Canadian kidnapped in northern Burkina Faso
Kirk Woodman is the second Canadian to go missing in the West African country this month
A Canadian national was kidnapped in northern Burkina Faso on Tuesday night in an area the country's government has warned is under growing threat from jihadist attacks, Security Minister Clement Sawadogo said Wednesday.
Kirk Woodman was abducted by a dozen gunmen on a mining site owned by Progress Minerals near the border with Niger, Sawadogo said. The company's chief executive, Adam Spencer, declined to comment.
Foreign Affairs Minister Chrystia Freeland said Canadian officials were aware of the report and were reaching out to Woodman's family.
He is the second Canadian to go missing in the country in recent weeks, Sawadogo said.
"We have alerted our entire security presence to find these people," he said.
A Quebec resident named Edith Blais, 34, and her Italian travel companion, Luca Tacchetto, 30, were last heard from in the western city of Bobo-Dioulasso on Dec. 15.
The office of International Development Minister Marie-Claude Bibeau told Radio-Canada that despite not having any confirmation, they were approaching Blais's case as they would a kidnapping.

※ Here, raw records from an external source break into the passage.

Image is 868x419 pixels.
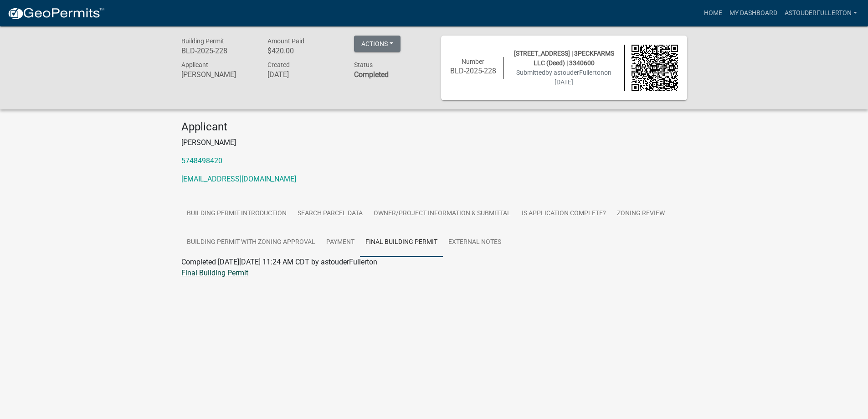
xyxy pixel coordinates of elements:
[181,37,224,45] span: Building Permit
[292,200,368,228] a: Search Parcel Data
[181,46,254,55] h6: BLD-2025-228
[514,50,614,67] span: [STREET_ADDRESS] | 3PECKFARMS LLC (Deed) | 3340600
[268,61,290,68] span: Created
[461,58,485,65] span: Number
[181,175,296,183] a: [EMAIL_ADDRESS][DOMAIN_NAME]
[360,228,443,257] a: Final Building Permit
[268,70,340,79] h6: [DATE]
[181,120,687,134] h4: Applicant
[181,200,292,228] a: Building Permit Introduction
[631,45,678,91] img: QR code
[181,156,222,165] a: 5748498420
[545,69,604,76] span: by astouderFullerton
[354,70,389,79] strong: Completed
[450,67,496,76] h6: BLD-2025-228
[181,228,320,257] a: Building Permit with Zoning Approval
[354,61,372,68] span: Status
[268,37,304,45] span: Amount Paid
[516,200,611,228] a: Is Application Complete?
[268,46,340,55] h6: $420.00
[181,269,249,277] a: Final Building Permit
[781,4,861,22] a: astouderFullerton
[611,200,670,228] a: Zoning Review
[516,69,611,86] span: Submitted on [DATE]
[726,4,781,22] a: My Dashboard
[181,137,687,148] p: [PERSON_NAME]
[181,70,254,79] h6: [PERSON_NAME]
[181,258,378,266] span: Completed [DATE][DATE] 11:24 AM CDT by astouderFullerton
[368,200,516,228] a: Owner/Project Information & Submittal
[443,228,507,257] a: External Notes
[354,35,400,52] button: Actions
[181,61,208,68] span: Applicant
[700,4,726,22] a: Home
[320,228,360,257] a: Payment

Her office declined further comment.
Attacks by Islamist militants have surged in the country in recent months and Burkina Faso has declared a state of emergency in several northern provinces since Dec. 31.
Security has deteriorated in the country as jihadists with links to al-Qaeda and ISIS, including many based in neighbouring Mali, seek to increase their influence across the poorly policed scrublands of the Sahel region just south of the Sahara Desert in West Africa.